Charlie Munger is a huge advocate for “inversion”.
When it comes to making decisions, including investment ones, always invert. Flip the question around, and you’ll get a better perspective.
For instance, it is important, if not more important to ask “How can I AVOID making mistakes when investing?” rather than “How can I achieve the highest returns?”.
If you learn how to avoid ruin at all costs, you can have higher chances of succeeding compared to others.
Thinking in reverse is a powerful tool. Not only in the world of investing but also in our lives.
During our own quiet self-reflections, we might find ourselves asking “How can I live a happy life”?
But instead of searching for answers for “How to be happy?”, the key question you should ask the exact opposite.
“How can I lead a a life full of misery?”
And this is exactly what Charlie Munger has enlightened Harvard’s graduating class of 1986 – how to guarantee misery.
Let’s turn back the time, and find out what are the 4 prescriptions of misery from Munger:
(1) Be unreliable
Do not faithfully do what you have engaged to do.
Don’t match your words with your actions.
Always overpromise and underdeliver.
Munger used the story of the tortoise and the hare to demonstrate how unreliable people fare.
“Instead of being outrun by one fine turtle, you will be outrun by hordes and hordes of mediocre turtles and even by some mediocre turtles on crutches,” he said.
(2) Do not learn from others’ mistakes
Don’t learn from the masters, or the best work done before you.
Don’t learn from other people’s mistakes and failures.
Munger said that common disasters of mankind, such as drunk driving, reckless driving, business failures due to repeating obvious mistakes made by predecessors.
Minimise vicarious learning of good and bad from others.
By doing so, this is a sure-shot producer of misery and second-rate achievement.
You can see the results of not learning from others mistakes by simply looking at you.
(3) Let life knock you down
Life is going to throw you random curveballs at times.
When you face adversity, refuse to stand back up.
Do not learn how to handle mistakes and failures.
Be like the defeated lobster.
Go down and stay down when you get your first, second, or third severe reverse in the battle of life.
(4) Let addiction take over
Ingest chemicals that change your mood and behaviour.
Munger shared his personal experience, “The four closest friends of my youth were highly intelligent, ethical, humorous types, favoured in person and background,” he said. “Two are long dead, with alcohol a contributing factor, and a third is a living alcoholic, if you call that living.”
Although your level of susceptibility is different, anyone can be prone to addiction.
The chains of habit are too weak to be felt until they are too strong to be broken.
Summary
Here are the 4 things to avoid that Munger said “guarantees” a miserable life:
- Be unreliable
- Do not learn from others & past mistakes
- Let life knock you down
- Let addiction take over
To conclude, Munger ended his speech with the following,
Gentlemen, may each of you rise high by spending each day of a long life aiming low.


# [WHAT IS REQUIRED]
Without including any picture, copy the entries that follow word for word.

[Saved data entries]
========================

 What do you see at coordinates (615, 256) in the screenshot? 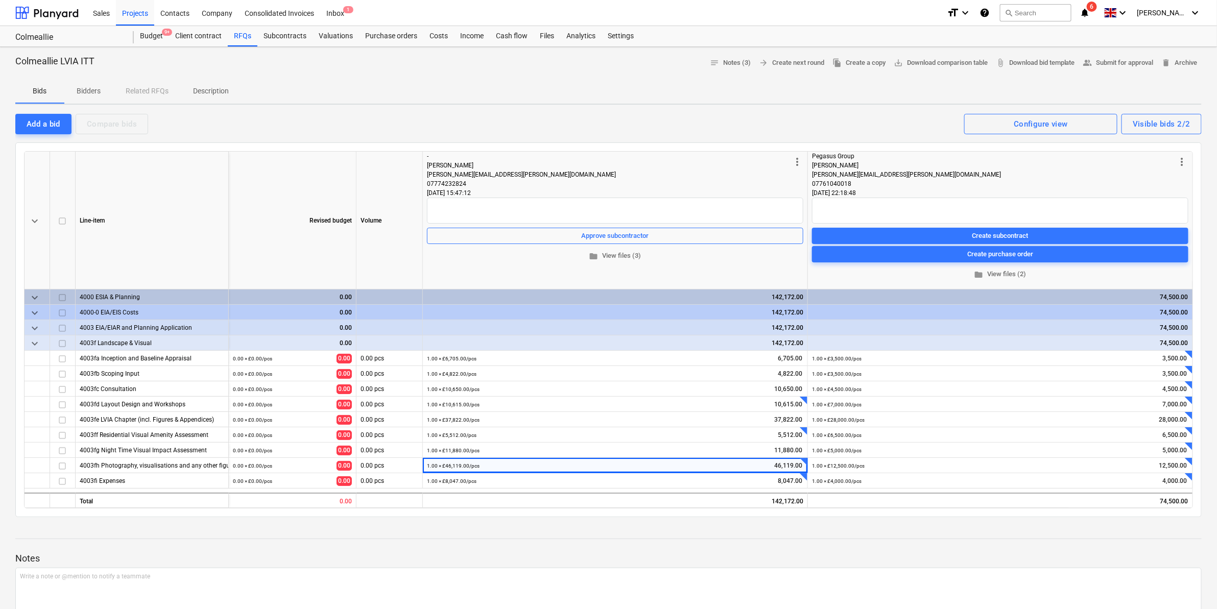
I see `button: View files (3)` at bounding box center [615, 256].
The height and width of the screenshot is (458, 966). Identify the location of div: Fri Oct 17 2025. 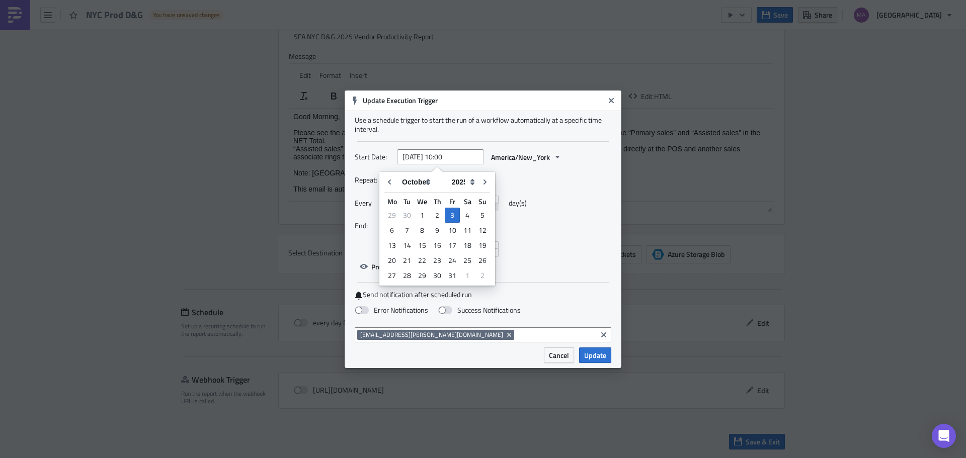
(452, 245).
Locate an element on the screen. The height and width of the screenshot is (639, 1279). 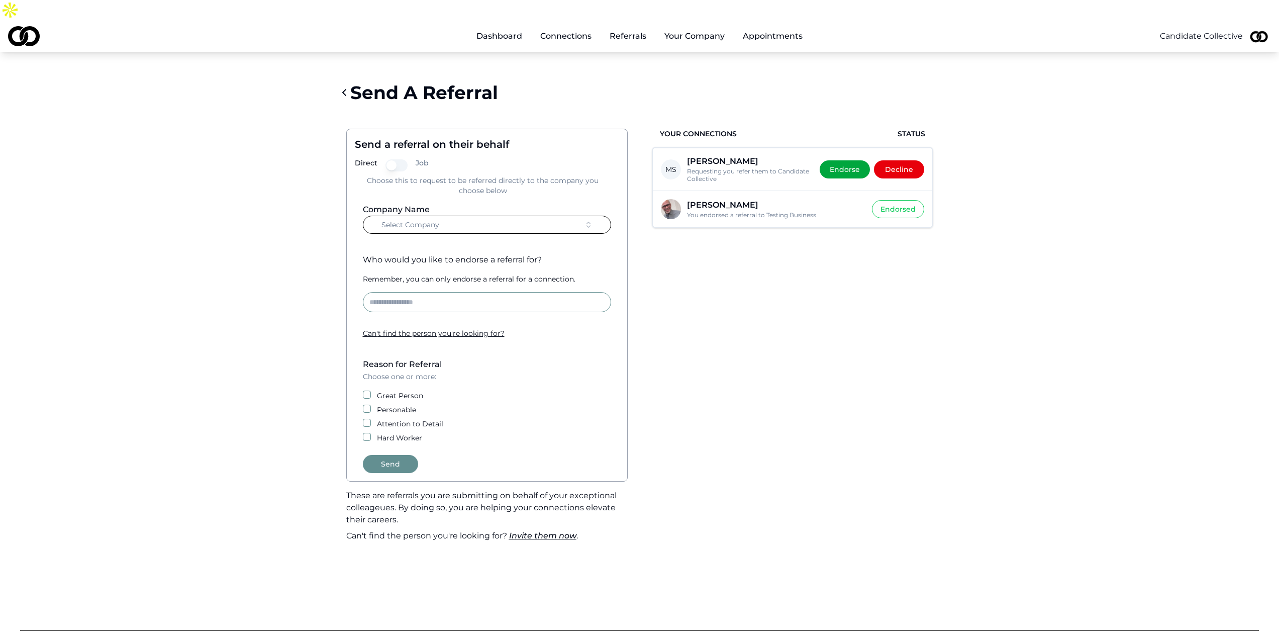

========================

# [EXERCISE OUTPUT]
 What do you see at coordinates (615, 256) in the screenshot? 
I see `button: View files (3)` at bounding box center [615, 256].
The height and width of the screenshot is (458, 966). Identify the location of div: Fri Oct 17 2025. 
(452, 245).
Locate an element on the screen. The height and width of the screenshot is (639, 1279). 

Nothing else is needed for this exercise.